The case of former Summerfield Town Councilmember Todd Rotruck will be heading back to the Guilford County Board of Elections after Guilford County Senior Resident Superior Court Judge John Craig ruled this week on Rotruck’s appeal of that April Elections Board decision – one which resulted in Rotruck being removed from the Town Council.

In April, the Elections Board determined Rotruck wasn’t a resident of Summerfield for the purpose of voting and town officials used that decision to remove him from the Town Council.

Rotruck appealed that decision and, on Monday, August 6, Craig heard that appeal. On Monday, August 13, Craig sent an email to the attorneys for both sides that stated, “The record does not contain any affirmative proof that Mr. Rotruck was not domiciled in Summerfield” at the time in question.

Craig was working this week with the attorneys to create an official signed court order.

In February, Summerfield resident Janelle Robinson filed the voter residency challenge claiming that Rotruck didn’t live in Summerfield, where he served as an elected official. At the end of that long hearing in April, all four Board of Elections members voted that Rotruck lived in Greensboro, where his family resides – rather than in Summerfield, where the house he and his wife own is undergoing major renovation.

After the Board of Elections voted to uphold Robinson’s claim, Rotruck and his attorney Marsh Prause, with the Winston-Salem firm of Allman Spry Davis Leggett & Crumpler, argued that the Board of Elections procedure and decision had been flawed.

Rotruck, who was clearly delighted by this week’s ruling, said he did not wish to make a comment at this time.

Craig’s email states, “I want to remand, with the requirement that the Board examine whether Mr. Rotruck was domiciled in Summerfield over a specific period of time, between 28 March 2018 and 8 May 2018.” It adds, “Pertinent documents to examine should be Mr. Rotruck’s driver’s license, his federal tax returns (if any were filed during that time), and electric bills for the months of March, April, and May 2018 at the Summerfield and Greensboro addresses.”

When candidates face a residency challenge against their right to run for office, the burden of proof of residency is on the candidate. However, in the Rotruck’s case, the accuser has the burden of proof since it’s his voter eligibility – and only by fiat his eligibility for service – that is being challenged.

North Carolina law states that a no voter challenge shall be sustained “unless the challenge is substantiated by affirmative proof.”

Don Wendelken, a former Guilford County Board of Elections member who now runs the Summerfield Scoop Facebook page, said the Rotruck case has been a focal point of attention of the town for months.

“It just goes on and on and on,” he said.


What to work on: Only the lines that hold the word "coil" are wanted from this listing.
----------------------------------------
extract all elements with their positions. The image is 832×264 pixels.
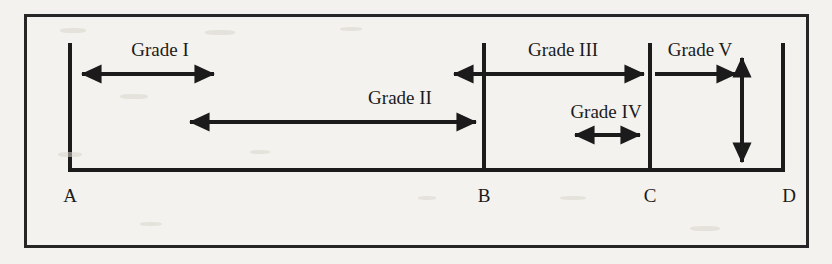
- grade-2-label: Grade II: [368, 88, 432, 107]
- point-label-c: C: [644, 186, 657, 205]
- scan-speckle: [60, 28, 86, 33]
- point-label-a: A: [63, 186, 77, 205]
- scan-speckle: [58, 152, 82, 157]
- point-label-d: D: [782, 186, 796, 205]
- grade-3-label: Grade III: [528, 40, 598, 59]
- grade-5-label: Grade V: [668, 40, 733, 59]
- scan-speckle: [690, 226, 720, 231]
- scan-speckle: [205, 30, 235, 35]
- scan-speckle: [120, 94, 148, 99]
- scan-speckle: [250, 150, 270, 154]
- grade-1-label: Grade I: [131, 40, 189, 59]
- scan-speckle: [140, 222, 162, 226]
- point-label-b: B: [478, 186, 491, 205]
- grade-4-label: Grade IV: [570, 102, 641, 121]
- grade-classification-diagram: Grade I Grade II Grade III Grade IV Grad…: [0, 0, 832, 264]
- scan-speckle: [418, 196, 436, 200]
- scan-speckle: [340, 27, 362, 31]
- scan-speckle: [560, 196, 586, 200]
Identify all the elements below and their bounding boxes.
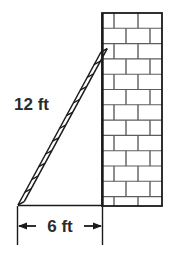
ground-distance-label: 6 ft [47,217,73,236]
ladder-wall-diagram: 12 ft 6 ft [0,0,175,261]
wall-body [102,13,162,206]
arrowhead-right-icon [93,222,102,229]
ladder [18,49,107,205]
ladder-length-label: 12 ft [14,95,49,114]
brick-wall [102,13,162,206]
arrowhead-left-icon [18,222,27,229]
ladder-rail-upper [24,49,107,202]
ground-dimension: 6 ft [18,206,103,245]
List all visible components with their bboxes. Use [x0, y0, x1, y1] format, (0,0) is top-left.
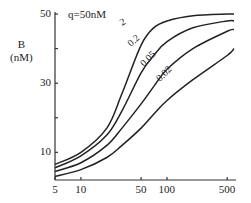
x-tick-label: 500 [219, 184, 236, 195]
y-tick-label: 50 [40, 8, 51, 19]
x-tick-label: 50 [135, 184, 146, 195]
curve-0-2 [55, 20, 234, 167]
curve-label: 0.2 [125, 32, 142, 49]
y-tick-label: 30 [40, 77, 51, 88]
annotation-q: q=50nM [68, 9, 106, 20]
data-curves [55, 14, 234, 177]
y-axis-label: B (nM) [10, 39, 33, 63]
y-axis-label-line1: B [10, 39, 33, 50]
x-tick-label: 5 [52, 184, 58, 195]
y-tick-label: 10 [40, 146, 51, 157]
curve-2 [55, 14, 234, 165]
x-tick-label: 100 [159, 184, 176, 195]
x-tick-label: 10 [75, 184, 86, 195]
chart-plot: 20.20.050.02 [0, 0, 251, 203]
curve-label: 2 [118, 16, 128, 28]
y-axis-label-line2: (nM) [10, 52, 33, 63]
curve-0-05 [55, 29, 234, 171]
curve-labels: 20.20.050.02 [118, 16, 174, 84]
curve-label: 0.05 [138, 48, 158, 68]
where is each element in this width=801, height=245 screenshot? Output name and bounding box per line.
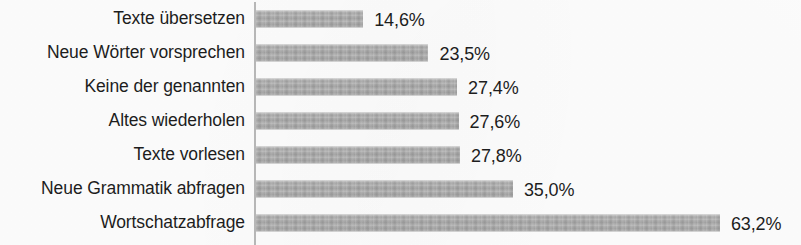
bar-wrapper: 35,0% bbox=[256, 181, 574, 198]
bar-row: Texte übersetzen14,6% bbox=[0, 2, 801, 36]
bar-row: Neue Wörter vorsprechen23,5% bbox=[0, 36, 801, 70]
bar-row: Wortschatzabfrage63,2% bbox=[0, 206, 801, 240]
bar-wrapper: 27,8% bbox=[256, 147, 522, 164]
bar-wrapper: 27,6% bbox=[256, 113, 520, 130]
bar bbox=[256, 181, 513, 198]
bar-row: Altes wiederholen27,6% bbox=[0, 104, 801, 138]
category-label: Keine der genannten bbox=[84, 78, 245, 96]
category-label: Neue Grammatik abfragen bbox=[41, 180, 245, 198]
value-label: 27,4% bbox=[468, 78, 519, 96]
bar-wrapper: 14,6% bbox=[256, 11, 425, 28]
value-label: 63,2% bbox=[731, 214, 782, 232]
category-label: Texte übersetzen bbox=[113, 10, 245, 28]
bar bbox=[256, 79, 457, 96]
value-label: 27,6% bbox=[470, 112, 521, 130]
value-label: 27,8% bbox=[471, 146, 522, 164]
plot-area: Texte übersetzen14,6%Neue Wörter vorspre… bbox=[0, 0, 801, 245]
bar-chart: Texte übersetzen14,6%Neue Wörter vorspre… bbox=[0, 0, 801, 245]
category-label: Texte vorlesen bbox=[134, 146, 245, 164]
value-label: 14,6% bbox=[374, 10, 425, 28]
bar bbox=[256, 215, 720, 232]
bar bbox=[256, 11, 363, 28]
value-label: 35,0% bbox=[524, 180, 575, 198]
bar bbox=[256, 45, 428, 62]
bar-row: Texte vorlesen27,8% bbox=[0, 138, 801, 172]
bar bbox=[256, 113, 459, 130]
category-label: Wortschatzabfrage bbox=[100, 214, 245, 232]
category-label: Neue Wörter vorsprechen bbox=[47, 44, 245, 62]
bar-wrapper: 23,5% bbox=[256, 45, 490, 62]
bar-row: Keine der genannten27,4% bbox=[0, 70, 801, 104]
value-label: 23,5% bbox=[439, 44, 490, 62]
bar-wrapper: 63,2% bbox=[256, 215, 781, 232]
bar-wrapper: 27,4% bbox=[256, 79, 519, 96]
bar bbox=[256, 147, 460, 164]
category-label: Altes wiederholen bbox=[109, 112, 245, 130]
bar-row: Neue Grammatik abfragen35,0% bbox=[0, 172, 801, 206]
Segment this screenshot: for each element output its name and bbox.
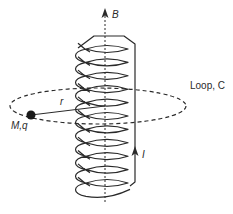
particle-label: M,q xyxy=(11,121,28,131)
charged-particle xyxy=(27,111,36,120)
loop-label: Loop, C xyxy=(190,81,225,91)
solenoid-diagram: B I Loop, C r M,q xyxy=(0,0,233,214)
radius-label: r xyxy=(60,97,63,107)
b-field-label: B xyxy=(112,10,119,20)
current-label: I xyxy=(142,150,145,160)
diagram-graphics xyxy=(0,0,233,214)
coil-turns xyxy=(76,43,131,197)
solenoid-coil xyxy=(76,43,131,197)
----------------------------------------
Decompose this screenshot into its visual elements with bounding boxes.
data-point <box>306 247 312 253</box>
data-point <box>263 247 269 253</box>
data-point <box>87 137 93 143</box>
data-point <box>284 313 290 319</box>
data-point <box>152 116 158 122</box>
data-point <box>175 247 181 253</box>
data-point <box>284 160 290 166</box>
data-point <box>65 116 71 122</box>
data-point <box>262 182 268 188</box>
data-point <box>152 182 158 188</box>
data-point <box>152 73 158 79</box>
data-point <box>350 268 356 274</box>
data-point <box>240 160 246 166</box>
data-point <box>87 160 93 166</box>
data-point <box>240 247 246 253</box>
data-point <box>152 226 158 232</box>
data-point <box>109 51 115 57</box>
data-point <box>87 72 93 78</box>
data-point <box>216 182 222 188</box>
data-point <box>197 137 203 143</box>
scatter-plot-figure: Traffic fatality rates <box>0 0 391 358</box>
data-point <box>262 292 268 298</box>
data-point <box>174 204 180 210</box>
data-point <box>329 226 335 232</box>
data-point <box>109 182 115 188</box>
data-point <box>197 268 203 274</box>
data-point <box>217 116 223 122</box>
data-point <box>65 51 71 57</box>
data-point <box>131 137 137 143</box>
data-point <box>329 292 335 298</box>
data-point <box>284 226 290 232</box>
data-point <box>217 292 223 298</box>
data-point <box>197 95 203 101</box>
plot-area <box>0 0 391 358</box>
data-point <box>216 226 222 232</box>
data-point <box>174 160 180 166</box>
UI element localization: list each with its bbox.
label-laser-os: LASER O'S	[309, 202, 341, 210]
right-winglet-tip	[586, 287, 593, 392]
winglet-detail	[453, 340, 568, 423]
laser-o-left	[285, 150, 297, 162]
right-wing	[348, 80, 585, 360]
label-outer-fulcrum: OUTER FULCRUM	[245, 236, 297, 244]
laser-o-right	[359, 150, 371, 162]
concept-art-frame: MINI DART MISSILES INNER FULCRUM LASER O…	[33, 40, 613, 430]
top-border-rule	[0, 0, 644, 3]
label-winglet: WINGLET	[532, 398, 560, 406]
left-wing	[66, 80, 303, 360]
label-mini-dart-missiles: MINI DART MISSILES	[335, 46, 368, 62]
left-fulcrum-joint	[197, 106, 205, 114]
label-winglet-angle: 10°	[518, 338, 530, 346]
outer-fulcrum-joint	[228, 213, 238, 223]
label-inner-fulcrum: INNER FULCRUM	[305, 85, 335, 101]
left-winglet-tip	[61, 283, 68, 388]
----------------------------------------
Response to this task:
coil-turns xyxy=(76,43,131,197)
solenoid-coil xyxy=(76,43,131,197)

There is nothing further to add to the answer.